Works, though, are entirely inadequate to save us. We condemn ourselves by our works; we do not save ourselves. All our righteous deeds are “like a polluted garment” (Is. 64:6). All our works are mixed with sin. Consider your life; consider the greatest and purest goods you have done. Was there not mixed with it a single thought of self-promotion, of proving yourself righteous, of proving somebody else wrong? I can’t absolve myself here, not without lying, and no man can truthfully say he is innocent. All men sin (Ps. 53:1-3); all Christians sin (1 John 1:8-10). Even if one work was pure in itself, we ourselves are sinful. We are sinful, and we are a part of our works, so that even if it were not sinful in itself, we would by being part of it pollute it, rending our greatest righteousness of no avail.

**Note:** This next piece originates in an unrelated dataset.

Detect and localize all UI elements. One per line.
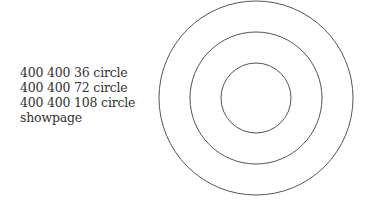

Thus it is that Isaiah condemns the supposed righteous of his time, saying, “He who slaughters an ox is like one who kills a man; he who sacrifices a lamb, like one who breaks a dog’s neck; he who presents a grain offering, like one who offers pig’s blood; he who makes a memorial offering of frankincense, like one who blesses an idol” (Is. 66:3). So too did Malachi condemn the hypocrites of his time; so too did Christ ravage the pretension of the pharisees (Matt. 23:1-36). As today’s verse from Proverbs proclaims, “The sacrifice of the wicked is an abomination to the Lord.” Apparent purity of deed is nothing when the heart-foundation it rests upon is fraught with sin.
Let us consider, then, how this magnifies the glory of God. He does not accept the prayers of men who have merited that acceptance by their own works. No, God accepts the prayer of the upright, but their uprightness, their right to acceptance, is not found in their own works. It is His mercy, instead, which grants them that; more, it is His sacrifice, the sacrifice by our great High Priest of the Lamb of God (Heb. 2:17; John 1:29). His sacrifice makes us upright first by justifying us, clothing us in His righteousness and taking our wickedness upon Himself (Is. 53:12), and second by sanctifying, glorifying, us, making us more and more like Him till we shall be perfected in the final resurrection of the body (1 Cor. 15:20-24; Rom. 8:29-30). This, then, is our hope: that God hears the prayers of those He has made upright.
God bless.
Sanctuary Functional Medicine, under the direction of Dr Eric Potter, IFMCP MD, provides functional medicine services to Nashville, Middle Tennessee and beyond. We frequently treat patients from Kentucky, Alabama, Mississippi, Georgia, Ohio, Indiana, and more... offering the hope of healthier more abundant lives to those with chronic illness.